The sweetest sight in the world to me is the light in her eyes.
When she lights up, when she looks at me and her eyes shine, I feel deeply happy.
When she looks at me and her eyes are dead, then I feel sad.
I'll admit it. I want to see the light in her eyes. I don't feel like a man until my vision for myself is reflected in her eyes.
When I have the rapt attention of a beautiful young woman, I feel drunk.
I wonder what puts it in her eyes and I wonder what takes it away.
I'm 44. Many beautiful women have shined their eyes at me. But it's never lasted long.
I guess I'm a romantic. I want to believe there's more to reality than it can bear. I want to believe that I can make her eyes shine for years on end, until we grow old and die.
I don't like to be looked at with contempt by someone I admire. I don't like to be the object of her disdain. I want her to have the excitement about my life as I do.
I want to be a hero. I want to be heroic to someone I love.

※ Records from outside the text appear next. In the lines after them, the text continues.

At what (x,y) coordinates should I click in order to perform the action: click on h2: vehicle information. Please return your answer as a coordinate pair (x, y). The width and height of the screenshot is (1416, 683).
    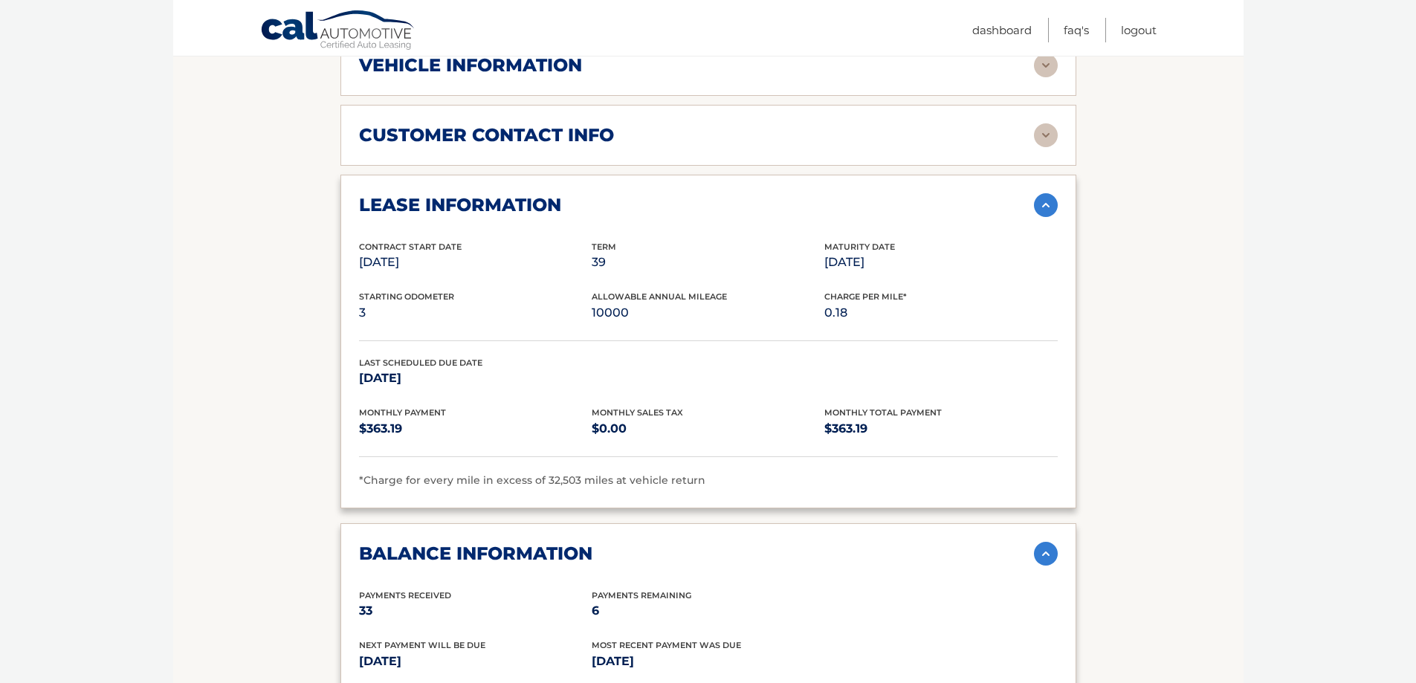
    Looking at the image, I should click on (470, 65).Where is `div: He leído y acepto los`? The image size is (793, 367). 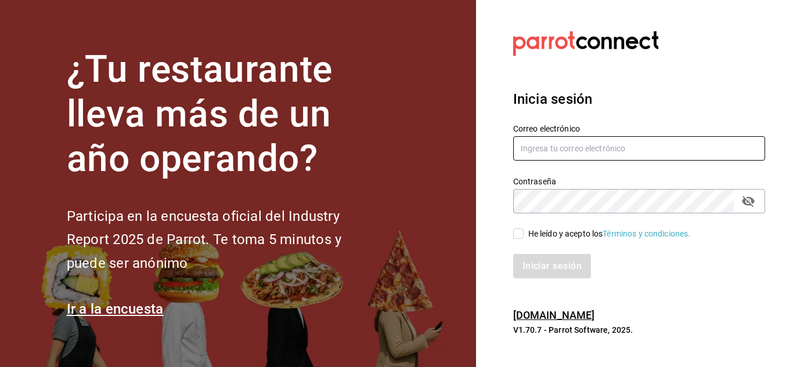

I want to go out into the world and conquer a little piece of it and then to bring it home and to earn her admiration.
I wonder what I would have to change in myself to make that possible. I wonder what I would have to do. I wonder in which parts of my life would I most need to grow. I wonder which of my slovenly habits I most need to discard.
I want to be heroic but I am so damn tired. Instead of acting heroically, I am sitting at home watching the NBA finals (with the sound off) and listening to CDs of George Eliot's novel Middlemarch.
I feel like life is passing me by. The last nine months, I've been sick or exhausted most of the time. Perhaps this second year of Alexander Technique teacher training is just kicking my butt.
I was in better health last year. I was going to yoga every night. I was getting more work done. I was walking further and more frequently to shul. What happened to me? Ever since Rosh Hashanah, it's just been waves of illness.
Ever since that day in February 1988, I've been broken. The doctors call it Chronic Fatigue Syndrome. Hardly an impressive sounding name. When people hear it, they just assume I'm a whiner.
I want to take action to turn my life around. I don't want to lie on the sick bed at home while all the great girls get taken and married and impregnated. But I am just so fatigued. And I've learned through hard experience the past 22 years that the only thing that will turn me around is rest.
So I lie here and watch life pass me by. I rely on little hits to perk my spirits, that great dinner last night with the six shiksas, the hope of the Lakers winning another championship, the odd fulfilling blog post, the meaningful email, the strong conversation, but the meat and potatoes of my life is just illness.
Not sick enough to get disability (not that I want that), just sick enough to prevent me from pouring myself into work, just sick enough to hobble me, but not sick enough to destroy me. Just sick enough to humiliate me. Just sick enough to hold my dreams out of reach.
When I confess my frustration that life is passing me by, I get these irritating responses:
* Pointing out all I am accomplishing.
* "I'm glad I have a job that forces to leave the house or I wouldn't get anything done."
I remember this crusty old man who said I had IWW Syndrome -- I Won't Work.